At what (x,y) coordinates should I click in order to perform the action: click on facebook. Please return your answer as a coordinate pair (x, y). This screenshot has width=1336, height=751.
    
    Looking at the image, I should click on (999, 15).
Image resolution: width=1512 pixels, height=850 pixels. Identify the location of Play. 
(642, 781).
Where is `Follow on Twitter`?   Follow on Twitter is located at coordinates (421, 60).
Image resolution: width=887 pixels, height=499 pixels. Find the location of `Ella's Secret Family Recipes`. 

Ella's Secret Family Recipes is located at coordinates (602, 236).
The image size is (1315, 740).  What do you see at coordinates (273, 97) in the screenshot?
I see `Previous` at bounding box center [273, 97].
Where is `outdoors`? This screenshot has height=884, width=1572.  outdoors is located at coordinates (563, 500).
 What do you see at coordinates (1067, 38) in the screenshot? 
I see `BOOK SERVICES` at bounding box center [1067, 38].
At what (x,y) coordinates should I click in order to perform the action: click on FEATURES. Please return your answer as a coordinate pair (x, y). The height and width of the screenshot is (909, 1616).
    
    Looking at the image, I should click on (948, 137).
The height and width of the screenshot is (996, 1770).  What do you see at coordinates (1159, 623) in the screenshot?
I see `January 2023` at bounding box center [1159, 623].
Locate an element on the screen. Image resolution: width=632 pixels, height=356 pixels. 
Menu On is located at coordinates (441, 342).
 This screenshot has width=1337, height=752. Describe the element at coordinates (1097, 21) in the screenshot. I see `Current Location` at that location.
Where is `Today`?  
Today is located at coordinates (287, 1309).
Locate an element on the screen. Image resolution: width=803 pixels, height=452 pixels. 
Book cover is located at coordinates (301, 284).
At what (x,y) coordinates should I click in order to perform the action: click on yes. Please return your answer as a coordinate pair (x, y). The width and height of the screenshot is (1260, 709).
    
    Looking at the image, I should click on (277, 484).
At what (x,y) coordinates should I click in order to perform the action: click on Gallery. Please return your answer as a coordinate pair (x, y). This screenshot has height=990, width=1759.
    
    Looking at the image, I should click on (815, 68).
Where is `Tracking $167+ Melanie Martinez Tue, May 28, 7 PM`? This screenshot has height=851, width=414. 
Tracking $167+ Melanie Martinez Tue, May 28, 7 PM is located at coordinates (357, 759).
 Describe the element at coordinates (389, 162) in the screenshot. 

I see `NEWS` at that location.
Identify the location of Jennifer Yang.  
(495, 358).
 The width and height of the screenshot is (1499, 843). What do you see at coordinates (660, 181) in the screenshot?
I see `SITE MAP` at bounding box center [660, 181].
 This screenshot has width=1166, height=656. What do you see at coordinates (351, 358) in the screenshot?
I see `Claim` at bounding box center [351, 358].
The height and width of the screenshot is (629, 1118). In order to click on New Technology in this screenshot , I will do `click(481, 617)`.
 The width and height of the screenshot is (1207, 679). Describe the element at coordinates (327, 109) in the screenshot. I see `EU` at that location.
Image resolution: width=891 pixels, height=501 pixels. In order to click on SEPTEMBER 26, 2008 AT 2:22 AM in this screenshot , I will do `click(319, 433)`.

============

Each line from the one holding "The height and width of the screenshot is (629, 1118)." to the end of the entries is to be written out exactly. Skip every line before it.

• EXERCISE SOLUTION:
The height and width of the screenshot is (629, 1118). In order to click on New Technology in this screenshot , I will do `click(481, 617)`.
 The width and height of the screenshot is (1207, 679). Describe the element at coordinates (327, 109) in the screenshot. I see `EU` at that location.
Image resolution: width=891 pixels, height=501 pixels. In order to click on SEPTEMBER 26, 2008 AT 2:22 AM in this screenshot , I will do `click(319, 433)`.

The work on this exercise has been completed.